An unlikely alliance of Labour and Tory Euroskeptic MPs has forced the government to bow to demands to protect the National Health Service (NHS) from a controversial US-EU trade deal being brokered behind closed doors.
Tory rebels threatened to join forces with Labour and the Scottish National Party (SNP) to support an amendment to the Queen’s Speech highlighting the lack of legislation protecting Britain’s public health service from the Transatlantic Trade and Investment Partnership (TTIP) deal.
Labour leader Jeremy Corbyn had called on his MPs to back the amendment, which explicitly “regretted” the fact Downing Street had no intention of legislating to safeguard the NHS from the contentious trade agreement.
Rattled by the prospect of a Tory rebellion, Downing Street blinked first and vowed to support the amendment just two weeks ahead of Britain’s EU referendum vote. More than 24 pro-Brexit Tory MPs vowed to back the amendment, as did the Green Party MP and the SNP.
A spokesman for Number 10 insisted the NHS had never been jeopardized by the EU-US trade deal.
“As we’ve said all along there is no threat to the NHS from TTIP. So if the amendment is selected we will accept it,” he said.
However, anti-TTIP campaigners reject this argument, insisting the draft trade agreement will pave the way for further privatization of Britain’s public health service.
There is no guarantee at present that Downing Street’s U-turn on the amendment will mean the government is compelled to take legal action to ensure the NHS is definitively exempt from TTIP.
If the government had rejected the amendment and it was a success, it would have marked the first defeat on the Queen’s Speech for any British government in nearly a century.
Global Justice Now (GJN), which has campaigned vehemently against TTIP, branded Prime Minister David Cameron’s capitulation a quick but “embarrassing U-turn.”
“MPs have repeatedly tried to assure the general public that the NHS is entirely safe from TTIP, but experience from similar trade deals in other countries shows that public health services have been attacked,” GJN director Nick Dearden said.
“If the government is now admitting that the NHS does need protecting from TTIP after two years of strenuously denying it, it shows how little weight is carried by their other attempts to reassure the public over TTIP.”
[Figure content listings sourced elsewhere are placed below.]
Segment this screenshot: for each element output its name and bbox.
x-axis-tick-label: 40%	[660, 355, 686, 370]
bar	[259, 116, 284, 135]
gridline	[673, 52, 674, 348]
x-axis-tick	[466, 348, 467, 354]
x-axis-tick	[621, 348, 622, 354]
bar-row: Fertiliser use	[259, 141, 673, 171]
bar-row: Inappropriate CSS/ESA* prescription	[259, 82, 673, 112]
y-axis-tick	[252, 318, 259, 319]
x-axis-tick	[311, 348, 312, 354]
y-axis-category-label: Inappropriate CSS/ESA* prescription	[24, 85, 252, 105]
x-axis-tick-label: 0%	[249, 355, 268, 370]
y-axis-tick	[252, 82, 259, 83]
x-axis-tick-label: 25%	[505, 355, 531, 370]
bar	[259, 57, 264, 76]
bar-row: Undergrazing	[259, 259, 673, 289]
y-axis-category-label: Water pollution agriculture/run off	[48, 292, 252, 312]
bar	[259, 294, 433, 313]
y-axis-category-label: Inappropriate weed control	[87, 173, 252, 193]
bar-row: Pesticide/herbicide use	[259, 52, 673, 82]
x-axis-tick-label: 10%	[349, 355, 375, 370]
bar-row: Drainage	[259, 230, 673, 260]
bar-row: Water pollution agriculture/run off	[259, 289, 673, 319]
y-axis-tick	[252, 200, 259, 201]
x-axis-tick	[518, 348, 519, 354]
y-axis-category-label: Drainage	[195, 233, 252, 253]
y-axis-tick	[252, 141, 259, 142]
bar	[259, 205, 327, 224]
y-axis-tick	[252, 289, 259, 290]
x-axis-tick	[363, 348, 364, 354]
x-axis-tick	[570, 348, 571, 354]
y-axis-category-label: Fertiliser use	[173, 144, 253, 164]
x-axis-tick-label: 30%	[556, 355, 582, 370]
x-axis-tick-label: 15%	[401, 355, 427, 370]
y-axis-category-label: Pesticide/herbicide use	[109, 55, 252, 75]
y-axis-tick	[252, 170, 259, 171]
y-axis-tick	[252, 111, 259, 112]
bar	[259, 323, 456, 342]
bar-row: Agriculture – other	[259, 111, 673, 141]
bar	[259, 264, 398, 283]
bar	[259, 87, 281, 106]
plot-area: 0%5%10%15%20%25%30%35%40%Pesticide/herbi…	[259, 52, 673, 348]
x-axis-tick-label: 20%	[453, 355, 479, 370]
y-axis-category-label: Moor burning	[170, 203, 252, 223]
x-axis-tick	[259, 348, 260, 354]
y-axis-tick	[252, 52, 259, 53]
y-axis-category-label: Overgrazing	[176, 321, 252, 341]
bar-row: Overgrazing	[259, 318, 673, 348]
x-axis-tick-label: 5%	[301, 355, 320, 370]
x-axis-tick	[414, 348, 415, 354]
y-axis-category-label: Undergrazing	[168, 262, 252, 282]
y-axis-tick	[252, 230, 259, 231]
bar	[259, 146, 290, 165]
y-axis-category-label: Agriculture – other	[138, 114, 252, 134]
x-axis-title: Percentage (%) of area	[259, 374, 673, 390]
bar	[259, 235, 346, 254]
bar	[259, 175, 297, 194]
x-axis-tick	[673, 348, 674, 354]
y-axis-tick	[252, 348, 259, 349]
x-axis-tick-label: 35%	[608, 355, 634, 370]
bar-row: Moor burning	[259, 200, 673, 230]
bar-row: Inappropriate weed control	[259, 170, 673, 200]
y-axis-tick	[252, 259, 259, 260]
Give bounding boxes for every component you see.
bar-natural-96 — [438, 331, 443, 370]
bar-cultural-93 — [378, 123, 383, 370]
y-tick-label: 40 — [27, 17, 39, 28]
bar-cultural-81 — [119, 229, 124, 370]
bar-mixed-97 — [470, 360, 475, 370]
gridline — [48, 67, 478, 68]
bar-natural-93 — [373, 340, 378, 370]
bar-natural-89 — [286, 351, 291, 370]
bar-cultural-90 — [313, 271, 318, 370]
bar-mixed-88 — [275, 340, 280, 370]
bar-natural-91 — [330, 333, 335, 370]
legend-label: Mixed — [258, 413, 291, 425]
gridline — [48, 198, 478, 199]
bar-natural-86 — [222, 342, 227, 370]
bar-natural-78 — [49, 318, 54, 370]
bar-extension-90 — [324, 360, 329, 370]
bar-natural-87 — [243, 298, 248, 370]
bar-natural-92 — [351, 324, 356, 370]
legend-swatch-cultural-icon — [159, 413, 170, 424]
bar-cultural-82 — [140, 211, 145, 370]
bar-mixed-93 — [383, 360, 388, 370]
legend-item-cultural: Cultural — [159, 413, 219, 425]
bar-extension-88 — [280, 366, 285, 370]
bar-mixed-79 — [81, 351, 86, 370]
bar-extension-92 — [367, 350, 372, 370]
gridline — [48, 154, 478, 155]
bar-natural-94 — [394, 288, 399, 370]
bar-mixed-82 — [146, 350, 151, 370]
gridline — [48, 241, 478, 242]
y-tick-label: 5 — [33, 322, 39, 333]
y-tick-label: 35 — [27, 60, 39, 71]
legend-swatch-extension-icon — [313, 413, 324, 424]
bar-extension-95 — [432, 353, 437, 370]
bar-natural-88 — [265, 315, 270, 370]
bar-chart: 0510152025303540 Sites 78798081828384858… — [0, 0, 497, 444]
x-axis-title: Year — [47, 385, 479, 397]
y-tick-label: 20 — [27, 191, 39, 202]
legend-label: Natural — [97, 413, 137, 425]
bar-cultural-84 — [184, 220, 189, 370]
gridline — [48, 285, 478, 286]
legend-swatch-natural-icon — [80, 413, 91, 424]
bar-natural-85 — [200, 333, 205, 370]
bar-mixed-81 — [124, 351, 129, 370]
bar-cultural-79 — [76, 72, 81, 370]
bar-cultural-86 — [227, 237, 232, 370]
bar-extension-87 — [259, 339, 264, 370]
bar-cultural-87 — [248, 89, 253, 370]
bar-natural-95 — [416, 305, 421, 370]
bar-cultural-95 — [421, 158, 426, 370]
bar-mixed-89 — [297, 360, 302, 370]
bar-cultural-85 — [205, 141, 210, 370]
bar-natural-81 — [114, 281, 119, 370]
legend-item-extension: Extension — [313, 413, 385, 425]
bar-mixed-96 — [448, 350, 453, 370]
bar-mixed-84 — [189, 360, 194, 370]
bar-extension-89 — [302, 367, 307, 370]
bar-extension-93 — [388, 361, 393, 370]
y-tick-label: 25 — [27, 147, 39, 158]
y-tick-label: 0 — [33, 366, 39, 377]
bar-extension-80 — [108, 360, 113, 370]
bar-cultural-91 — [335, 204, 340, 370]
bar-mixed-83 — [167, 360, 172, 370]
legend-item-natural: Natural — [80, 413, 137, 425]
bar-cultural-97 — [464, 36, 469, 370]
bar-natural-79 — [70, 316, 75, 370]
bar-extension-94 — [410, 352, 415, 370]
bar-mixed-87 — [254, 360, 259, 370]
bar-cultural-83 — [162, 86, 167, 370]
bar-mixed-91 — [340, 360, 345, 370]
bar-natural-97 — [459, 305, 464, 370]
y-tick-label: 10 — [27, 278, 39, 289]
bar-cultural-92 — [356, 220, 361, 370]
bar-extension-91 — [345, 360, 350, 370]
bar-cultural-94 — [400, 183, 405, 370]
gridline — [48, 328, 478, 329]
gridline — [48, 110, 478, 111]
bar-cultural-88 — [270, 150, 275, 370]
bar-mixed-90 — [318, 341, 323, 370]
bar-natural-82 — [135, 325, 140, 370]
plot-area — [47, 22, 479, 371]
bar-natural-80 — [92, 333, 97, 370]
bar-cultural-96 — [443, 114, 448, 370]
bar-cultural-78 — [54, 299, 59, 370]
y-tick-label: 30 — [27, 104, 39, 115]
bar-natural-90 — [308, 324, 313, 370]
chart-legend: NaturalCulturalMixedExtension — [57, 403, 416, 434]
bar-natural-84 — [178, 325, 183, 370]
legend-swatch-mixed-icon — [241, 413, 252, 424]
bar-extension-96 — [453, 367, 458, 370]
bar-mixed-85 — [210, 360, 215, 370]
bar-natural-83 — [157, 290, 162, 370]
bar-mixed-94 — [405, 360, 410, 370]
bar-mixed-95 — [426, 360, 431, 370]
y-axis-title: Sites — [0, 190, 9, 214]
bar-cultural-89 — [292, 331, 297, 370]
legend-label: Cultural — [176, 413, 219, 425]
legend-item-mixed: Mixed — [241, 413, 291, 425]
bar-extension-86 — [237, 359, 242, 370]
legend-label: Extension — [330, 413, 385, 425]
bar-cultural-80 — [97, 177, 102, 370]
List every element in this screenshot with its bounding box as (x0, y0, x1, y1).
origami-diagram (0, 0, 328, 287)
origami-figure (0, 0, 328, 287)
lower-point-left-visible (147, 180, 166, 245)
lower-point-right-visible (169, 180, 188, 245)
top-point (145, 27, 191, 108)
Dearden suggested the amendment was bound up in a tightly-woven Brexit agenda for Euroskeptic politicians. However, he noted MPs from across Britain’s political spectrum are rejecting the government’s attempt to fast track the deal, which will likely erode labor rights, public services, environmental standards and consumer protections in Britain.
“Across Europe, senior political figures and national parliaments have started to take very visible steps backwards from TTIP in response to the controversy and unpopularity of the deal,” he said.
“Cameron is in a trickier position as he has vocally positioned himself as both an originator and a champion of the deal.”
Observers note that Tory Euroskeptics’ willingness to join forces with Labour, the SNP and the Greens on the issue will likely deepen existing divisions in the Conservative Party. The move will also anger Downing Street, which planned to use the Queen’s Speech to lay out plans detailing a fresh policy path for the aftermath of the EU referendum.